Disney’s “The Lion King” : Maggie’s Review
25 years after Simba and a host of now iconic characters first came to the big screen, “The Lion King” returns to theaters Friday with fresh jokes, familiar musical numbers and not a single real animal. The latest of Disney’s live-action revisit of animated favorites, “The Lion King” enjoys many of the same privileges and drawbacks as its predecessors, but falls prey to some unique pitfalls.
Like others before it, this remake is all but a shot for shot remake of its source material. Lion cub Simba (JD McCrary, Donald Glover), heir to the Pride Lands, scuffles with his future bride/sister Nala (Shahidi Wright Joseph, Beyoncé) and gets into all kinds of trouble at the hands of his uncle Scar, a band of hyenas and a herd of wildebeests. After tragedy strikes, Simba runs away to live a more carefree life with Timon (Billy Eichner) and Pumbaa (Seth Rogen) before returning to rescue his pride from the tyrannical rule of Scar.

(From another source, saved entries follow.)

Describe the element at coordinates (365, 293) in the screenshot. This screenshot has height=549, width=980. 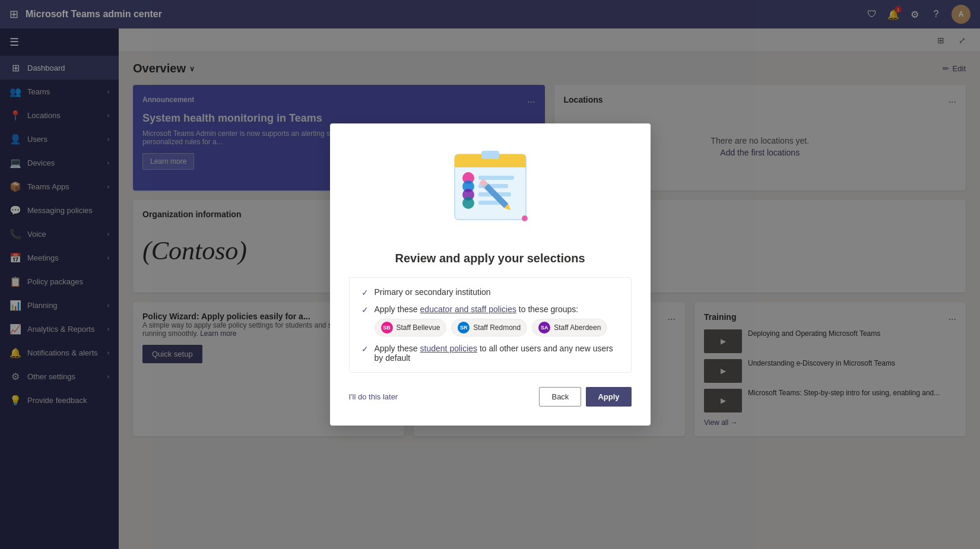
I see `checkmark-icon-1: ✓` at that location.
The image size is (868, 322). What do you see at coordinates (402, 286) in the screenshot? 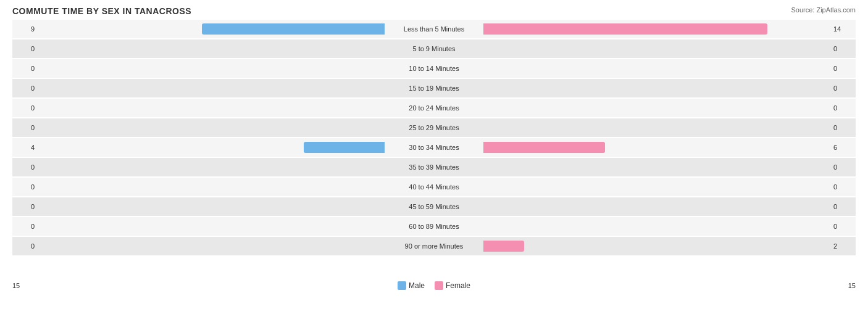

Director Jon Favreau manages a lot of victories in this film: natural comedic rapport between two foiled dynamic duos, satisfactory utilization of a hilariously star-studded voice cast, and absurd documentary-level photorealism of CGI. Unsurprisingly, the movie is about 30 minutes too long. Surprisingly, while the sensational CGI does not fall into the uncanny valley of the early aughts, this film innovates a new problem, which I will refer to as the Canny Mountain of Hyenas Eating a Lion.
One of the many advantages this film enjoys (and uses liberally) is the buckets of good will it can engender by hitting the right musical cues at just the right time. The original animated feature came to theaters the year I was born and is essentially imprinted on my soul. I will likely forget my own name before I lose the instinctual warm feelings associated with this film’s soundtrack. Favreau uses this to great effect, but not in a way that is so overtly manipulative as to be cloying or slapdash. The voice cast all manage to have perfectly enjoyable musical performances, with few personal deviations from the originals, but some refreshed banter and Easter eggs in the performances of Timon and Pumbaa.
The digital art of this movie is basically flawless. From the twitch of a lion cub’s ear to the tangible weight of a water buffalo’s horns, the CGI succeeds in making it feel truly outrageous that there is, per Favreau’s boasting, only one live shot in the entire film. This hyper-realistic feel means that the film relies much more on body language and textual cues than on the facial expressions that classic animation allows. Simba can not tear up at the loss of his father, so he has to lay on the realization of his death pretty thick. Scar can not actually twist his face in a maniacal smirk or evil snarl, so he has to be mangy and starved in appearance, while his dialogue with the lionesses of the pride makes him predatory in a whole new way.
The downfall of CGI so good is that while it has climbed out of the Uncanny Valley of characters on the wrong side of the line between computer generated and real life, the film fails to recognize the responsibility of story telling in that space. It is hard to watch a lot of scenes in this modern “Lion King” because even if you know that those are not real animals ripping each other apart, boy, they sure look just like real animals ripping each other apart. Scar is a despicable bad guy, but his fate rendered in photorealistic computer generation is still troubling.
So ultimately what makes this film so great is what was there all along: the music and the vocal performances. Billy Eichner pays incredible tribute to Nathan Lane’s Timon, while making it his own. Keegan-Michael Key and Eric Andre add dimension to the usually ominous hyenas, while Florence Kasumba’s Shenzi is regal and vicious in a way that is as compelling if not more so than Chiwetel Ejiofor’s Scar. The most iconic songs and scores of the 1994 movie remain with little update, and are created by many of the same composers and singers. Perhaps because the film’s trailer was so touted for its resemblance to the original, there is no scene left out, so anything new or additional adds minutes to the tight 88 minute runtime of the animated feature. On screen this leaves odd, drawn out sequences of CGI nature that feel, at times, endless.
This film is ultimately a neutral good. It pushes all of the right buttons for automatic joy, puts more Beyoncé in our lives, and cinematography wise is truly a film that could not have been made a single year sooner. However, it is by no means essential. After the nostalgic high fades, I did not have a resounding answer to whether or not this movie needed to be made. “The Lion King” is worth a summer viewing, but fails to achieve what all of these remakes are striving for: necessity.